In recent years, the verification problem and proposed solutions have been the focus of a lot of discussion. Verification has become the design bottleneck. The issues surrounding verification range from the battles over simulation and formal approaches to verification, to wars over simulation and verification languages. What engineers really need is powerful, accessible technologies that solve the real design verification problems and integrate well together.

What is clearly required for effective verification is a language-independent, very flexible and open verification integration platform that fully enfolds a wide variety of powerful technologies. Key simulation-based technologies needed for effective verification include bus-functional modeling capability; protocol monitors and checkers; transaction generation and sequencing; signal and transaction-level analysis; assertions and rule checking; functional coverage; signal and transaction-level visualization; debuggers; and HDL simulation. In addition, integration of a wide variety of custom verification modules (instruction-set simulators, intellectual property, custom GUIs and so on) is required.

Some believe that the best approach for solving simulation-based verification problems is to embed a large number of verification technologies into a single language. I believe a more effective method, however, is to provide a number of separate, key technologies that are tightly integrated around a flexible, open platform. That approach allows EDA vendors to supply their own key verification technologies, integrate best-in-class partner technologies and provide custom solutions to meet client requirements. It also allows for the delivery of multiple tools that provide similar functionality, leaving the choice of language or tool to the user.
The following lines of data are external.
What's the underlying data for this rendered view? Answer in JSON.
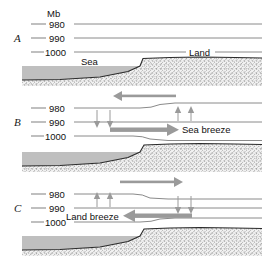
{
  "figure": {
    "unit_label": "Mb",
    "colors": {
      "isobar": "#8a8a8a",
      "arrow": "#9a9a9a",
      "sea": "#bfbfbf",
      "coast": "#2b2b2b",
      "text": "#111111"
    }
  },
  "panels": [
    {
      "letter": "A",
      "isobars": [
        {
          "value": "980"
        },
        {
          "value": "990"
        },
        {
          "value": "1000"
        }
      ],
      "terrain_labels": [
        {
          "text": "Sea"
        },
        {
          "text": "Land"
        }
      ],
      "arrows": [],
      "breeze_label": ""
    },
    {
      "letter": "B",
      "isobars": [
        {
          "value": "980"
        },
        {
          "value": "990"
        },
        {
          "value": "1000"
        }
      ],
      "terrain_labels": [],
      "arrows": [
        {
          "name": "upper-return-flow",
          "direction": "left",
          "style": "thick"
        },
        {
          "name": "surface-flow",
          "direction": "right",
          "style": "thick"
        },
        {
          "name": "subsidence-over-sea",
          "direction": "down",
          "style": "thin",
          "count": 2
        },
        {
          "name": "ascent-over-land",
          "direction": "up",
          "style": "thin",
          "count": 2
        }
      ],
      "breeze_label": "Sea breeze"
    },
    {
      "letter": "C",
      "isobars": [
        {
          "value": "980"
        },
        {
          "value": "990"
        },
        {
          "value": "1000"
        }
      ],
      "terrain_labels": [],
      "arrows": [
        {
          "name": "upper-return-flow",
          "direction": "right",
          "style": "thick"
        },
        {
          "name": "surface-flow",
          "direction": "left",
          "style": "thick"
        },
        {
          "name": "ascent-over-sea",
          "direction": "up",
          "style": "thin",
          "count": 2
        },
        {
          "name": "subsidence-over-land",
          "direction": "down",
          "style": "thin",
          "count": 2
        }
      ],
      "breeze_label": "Land breeze"
    }
  ]
}
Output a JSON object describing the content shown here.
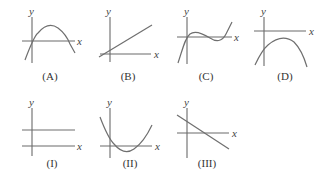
{
  "panels": [
    {
      "id": "A",
      "label": "(A)",
      "x_axis_label": "x",
      "y_axis_label": "y",
      "curve_type": "downward parabola through origin"
    },
    {
      "id": "B",
      "label": "(B)",
      "x_axis_label": "x",
      "y_axis_label": "y",
      "curve_type": "increasing line with small positive y-intercept"
    },
    {
      "id": "C",
      "label": "(C)",
      "x_axis_label": "x",
      "y_axis_label": "y",
      "curve_type": "cubic through origin"
    },
    {
      "id": "D",
      "label": "(D)",
      "x_axis_label": "x",
      "y_axis_label": "y",
      "curve_type": "downward parabola below x-axis"
    },
    {
      "id": "I",
      "label": "(I)",
      "x_axis_label": "x",
      "y_axis_label": "y",
      "curve_type": "horizontal line above x-axis"
    },
    {
      "id": "II",
      "label": "(II)",
      "x_axis_label": "x",
      "y_axis_label": "y",
      "curve_type": "upward parabola"
    },
    {
      "id": "III",
      "label": "(III)",
      "x_axis_label": "x",
      "y_axis_label": "y",
      "curve_type": "decreasing line"
    }
  ]
}
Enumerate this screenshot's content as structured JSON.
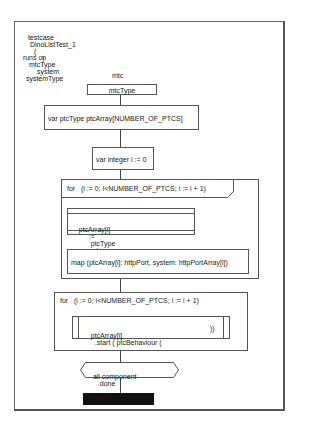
{
  "header": {
    "testcase_keyword": "testcase",
    "testcase_name": "DinoListTest_1",
    "params_open": "(",
    "params_close": ")",
    "runs_on_keyword": "runs on",
    "runs_on_type": "mtcType",
    "system_keyword": "system",
    "system_type": "systemType"
  },
  "instance": {
    "name": "mtc",
    "type": "mtcType"
  },
  "statements": {
    "var_array": "var ptcType ptcArray[NUMBER_OF_PTCS]",
    "var_int": "var integer i := 0",
    "for_loop_1": {
      "header": "for   (i := 0; i<NUMBER_OF_PTCS; i := i + 1)",
      "create": {
        "target": "ptcArray[i]",
        "assign": ":=",
        "type": "ptcType",
        "op": ".create"
      },
      "map": "map (ptcArray[i]: httpPort, system: httpPortArray[i])"
    },
    "for_loop_2": {
      "header": "for   (i := 0; i<NUMBER_OF_PTCS; i := i + 1)",
      "start": {
        "target": "ptcArray[i]",
        "op": ".start ( ptcBehaviour (",
        "close": "))"
      }
    },
    "done": {
      "subject": "all component",
      "op": ".done"
    }
  },
  "colors": {
    "stroke": "#555555",
    "terminator": "#111111",
    "background": "#ffffff"
  }
}
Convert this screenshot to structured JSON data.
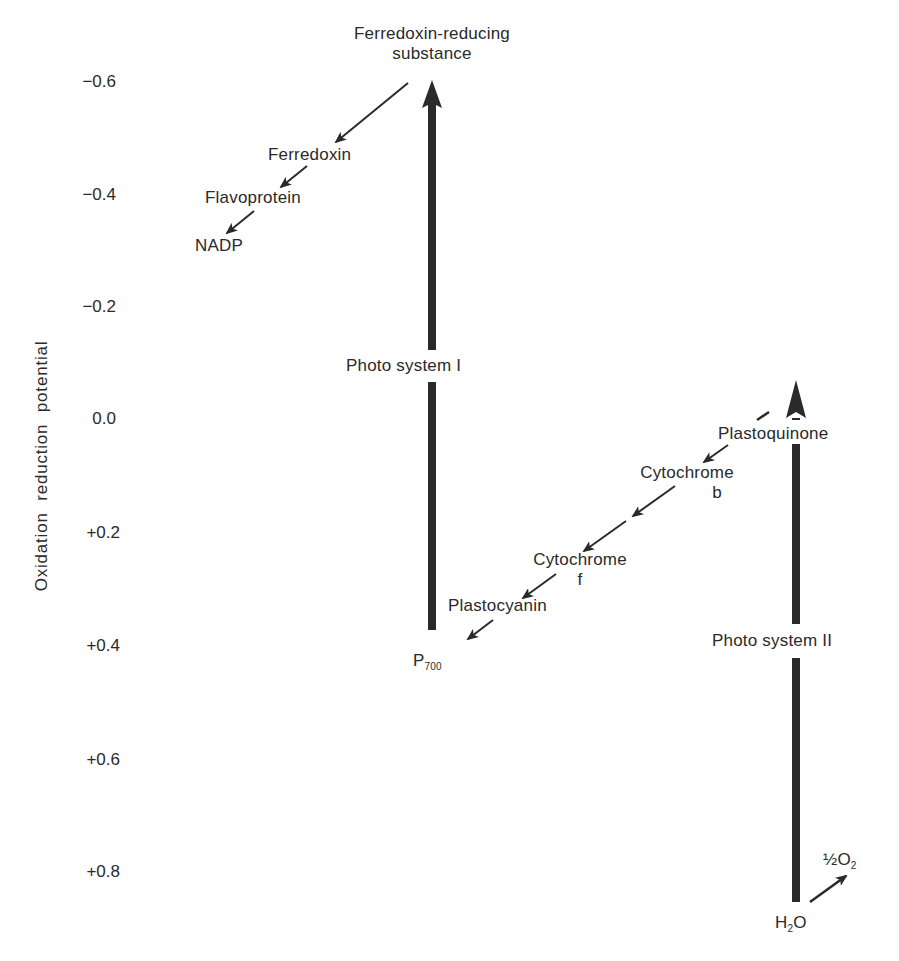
{
  "diagram": {
    "type": "photosynthesis-z-scheme",
    "y_axis": {
      "label": "Oxidation reduction potential",
      "ticks": [
        "−0.6",
        "−0.4",
        "−0.2",
        "0.0",
        "+0.2",
        "+0.4",
        "+0.6",
        "+0.8"
      ]
    },
    "photosystem_1": {
      "label": "Photo system I",
      "bottom": "P",
      "bottom_sub": "700",
      "top": "Ferredoxin-reducing",
      "top_line2": "substance"
    },
    "photosystem_2": {
      "label": "Photo system II",
      "bottom": "H",
      "bottom_sub": "2",
      "bottom_tail": "O",
      "oxygen": "½O",
      "oxygen_sub": "2"
    },
    "nadp_chain": {
      "ferredoxin": "Ferredoxin",
      "flavoprotein": "Flavoprotein",
      "nadp": "NADP"
    },
    "electron_chain": {
      "plastoquinone": "Plastoquinone",
      "cytochrome_b": "Cytochrome",
      "cytochrome_b_letter": "b",
      "cytochrome_f": "Cytochrome",
      "cytochrome_f_letter": "f",
      "plastocyanin": "Plastocyanin"
    },
    "colors": {
      "ink": "#2a2a2a",
      "background": "#ffffff"
    }
  }
}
This kind of multilanguage, multitool approach is well-known in the software development world. For example, there are many software engineers whose primary language is C++, but who will not hesitate to use Perl, Shell scripts or Make files where each serves best. Sure, it is possible to implement all of those tasks in C++, but if a designer had to write all of his Make files as C++ applications, he would probably shoot himself. Sometimes designers need performance, but at other times, they need the productivity those specialized tools and languages provide.

The same is true in hardware verification. Design engineers working at the block level often need productivity more than performance. Their primary task (especially in their own eyes) is to design silicon. Verification is a necessary evil. Designers greatly appreciate tools that help them get through that task efficiently, and a turnkey application will be the most productive solution. On the other hand, verification engineers working at the system level have different requirements. They are used to working with much more complex simulation environments, and they require very high performance. They often have more training in verification than their designer colleagues, and usually have at least one component of their verification system that requires custom integration (an instruction-set simulator or a C++ IP module, for example).

However, the similarities in the technologies those two types of engineers require are far more remarkable than the differences. There are enormous opportunities for reuse between the different levels of verification, but only if the tools and technologies that are used at each level are integrated so as to make that feasible. A flexible, open verification integration platform combined with a wide variety of verification technology modules is the key to successful, reusable verification.

Sean Dart is the vice president of engineering at Forte Design Systems Inc. (Santa Clara, Calif.). Dart previously served as chief technical officer of Speed Electronic SA. He has also held various software-engineering positions at AT&T/Olivetti, Time Office Computers and Standard Telephones and Cables.